Friday 26 December 2014

The right degree of familiarity

It's always a challenge when we're writing SF with an unfamiliar culture and tech to get across the story to the reader.  The characters who inhabit that world know what a whergleflump is, and what it does.  But the reader, looking in on their world, doesn't.  This is the challenge of providing the right degree of familiarity with the world for the reader so that he or she doesn't get lost in it.

We have to balance the need to explain what a piece of tech does, or what a culture believes, with the requirement for the characters to just exist in their world. You or I don't go around every day noticing the telephone sat on our side table at home, or thinking about our laptop, except when we want to use it.  Those things just exist in our world, as tools for our use.  And so it will be with the tech of the future.  The characters who live there won't bat an eyelid twice at the fusion reactor in their neighbourhood.

How do we explain things without resorting to the dreaded "As you know, Professor," info-dump in dialogue?  One very common device is to use the "idiot abroad" mechanism, the stranger in town who doesn't know either, and needs things explained to him/her.  That gives the reader a chance to explain puzzling things, hopefully in swift-moving bits of dialogue while the characters are doing something.

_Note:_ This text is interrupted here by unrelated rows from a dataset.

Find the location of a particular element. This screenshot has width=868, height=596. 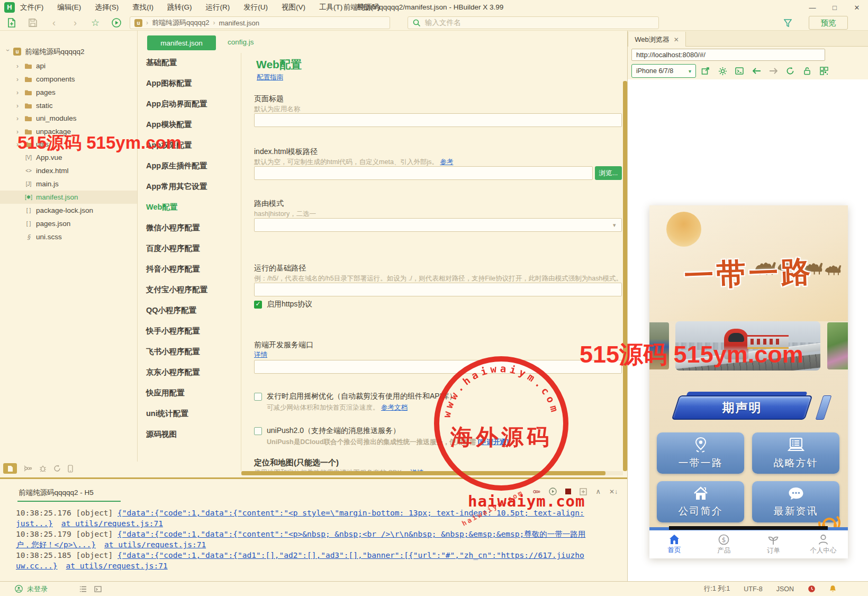

config-section-app-native-plugins: App原生插件配置 is located at coordinates (193, 166).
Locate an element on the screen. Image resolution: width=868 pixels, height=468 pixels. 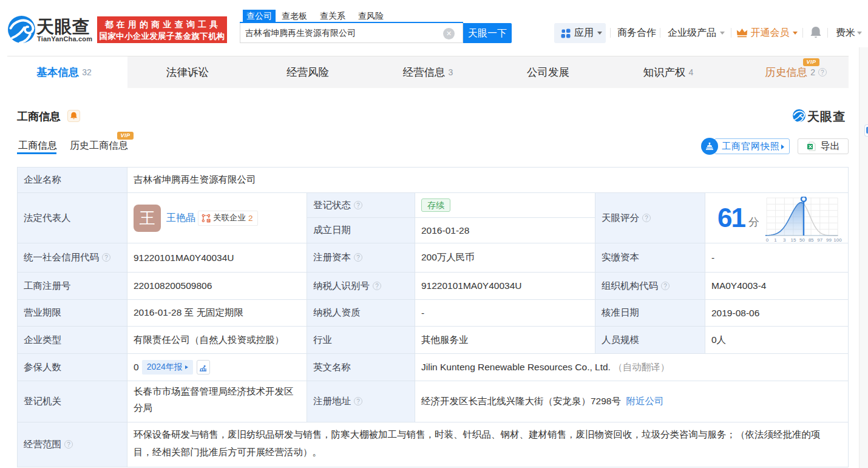
svg-text: 1 is located at coordinates (776, 240).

It sometimes seems to me that SF authors get away with bamboozling their readers far too much.  They even get rave reviews for how difficult their books are to understand.  Stuff that.  Call me old-fashioned, but if you set out your stall as a storyteller, I damned well want you to tell me a story.  All of it, with enough detail so that I can understand it.

After all, we choose to become storytellers.  Nobody forces us to write.  So I want you to tell me stories I can understand.  I want you to get the balance right between familiarity and strangeness and the unknown.  That is the art of the accomplished SF storyteller.